When evaluateTab decides a tab is off-kiosk, it schedules a chrome.alarms alarm named after the tab ID:

const alarmName = (tabId) => `kiosk-reset-${tabId}`;

await chrome.alarms.create(alarmName(tabId), { delayInMinutes: timeoutSeconds / 60 });

When the alarm fires, the listener double-checks the tab is still off-kiosk (the user might have completed login since the alarm was set) and then redirects:

chrome.alarms.onAlarm.addListener(async (alarm) => {
  // ...
  const tab = await chrome.tabs.get(tabId);
  if (!isOnKiosk(tab.url, kioskUrl)) {
    await chrome.tabs.update(tabId, { url: kioskUrl });
  }
});

A few things matter here:

Installation

Install it from the Chrome Web Store, or load it unpacked from the GitHub repo — both options are documented in the README.
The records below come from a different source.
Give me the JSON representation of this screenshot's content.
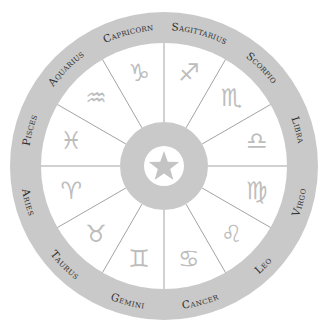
{
  "wheel": {
    "title": "Zodiac wheel",
    "colors": {
      "ring": "#c9c9c9",
      "label_text": "#2e2e2e",
      "glyph": "#bdbdbd",
      "divider": "#a3a3a3",
      "background": "#ffffff"
    },
    "center_icon": "star-icon",
    "signs": [
      {
        "name": "Sagittarius",
        "glyph": "♐",
        "icon": "sagittarius-icon"
      },
      {
        "name": "Scorpio",
        "glyph": "♏",
        "icon": "scorpio-icon"
      },
      {
        "name": "Libra",
        "glyph": "♎",
        "icon": "libra-icon"
      },
      {
        "name": "Virgo",
        "glyph": "♍",
        "icon": "virgo-icon"
      },
      {
        "name": "Leo",
        "glyph": "♌",
        "icon": "leo-icon"
      },
      {
        "name": "Cancer",
        "glyph": "♋",
        "icon": "cancer-icon"
      },
      {
        "name": "Gemini",
        "glyph": "♊",
        "icon": "gemini-icon"
      },
      {
        "name": "Taurus",
        "glyph": "♉",
        "icon": "taurus-icon"
      },
      {
        "name": "Aries",
        "glyph": "♈",
        "icon": "aries-icon"
      },
      {
        "name": "Pisces",
        "glyph": "♓",
        "icon": "pisces-icon"
      },
      {
        "name": "Aquarius",
        "glyph": "♒",
        "icon": "aquarius-icon"
      },
      {
        "name": "Capricorn",
        "glyph": "♑",
        "icon": "capricorn-icon"
      }
    ]
  }
}
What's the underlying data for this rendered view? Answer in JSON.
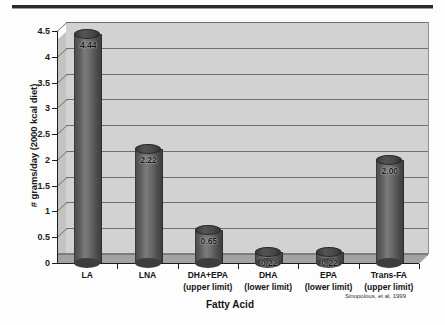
{
  "chart_data": {
    "type": "bar",
    "title": "",
    "subtitle": "",
    "xlabel": "Fatty Acid",
    "ylabel": "# grams/day (2000 kcal diet)",
    "categories": [
      "LA",
      "LNA",
      "DHA+EPA",
      "DHA",
      "EPA",
      "Trans-FA"
    ],
    "category_sublabels": [
      "",
      "",
      "(upper limit)",
      "(lower limit)",
      "(lower limit)",
      "(upper limit)"
    ],
    "values": [
      4.44,
      2.22,
      0.65,
      0.22,
      0.22,
      2.0
    ],
    "value_labels": [
      "4.44",
      "2.22",
      "0.65",
      "0.22",
      "0.22",
      "2.00"
    ],
    "ylim": [
      0,
      4.5
    ],
    "ytick_values": [
      0,
      0.5,
      1,
      1.5,
      2,
      2.5,
      3,
      3.5,
      4,
      4.5
    ],
    "ytick_labels": [
      "0",
      "0.5",
      "1",
      "1.5",
      "2",
      "2.5",
      "3",
      "3.5",
      "4",
      "4.5"
    ],
    "grid": true,
    "grid_axis": "y",
    "legend": false,
    "legend_position": "none",
    "style": "3d-cylinder",
    "bar_color": "#5d5d5d",
    "plot_background": "#d2d2d2",
    "axis_color": "#1d1d1d",
    "gridline_color": "#6f6f6f"
  },
  "annotations": {
    "citation": "Sinopolous, et al, 1999"
  }
}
For a lab fleet, the right move is Chrome Enterprise policy. The README has the recipe:

Try it without a real kiosk

If you want to see it work before deploying, the README has a 4-step demo using example.com (which is IANA-reserved for exactly this kind of thing — RFC 2606). Set the kiosk URL to https://example.com/, set the timeout to 15 seconds, navigate the tab anywhere else, wait. The tab snaps back. No infrastructure, no test environment.

Source and license

If you run kiosks and have hit this same problem, give it a try. Issues and PRs welcome.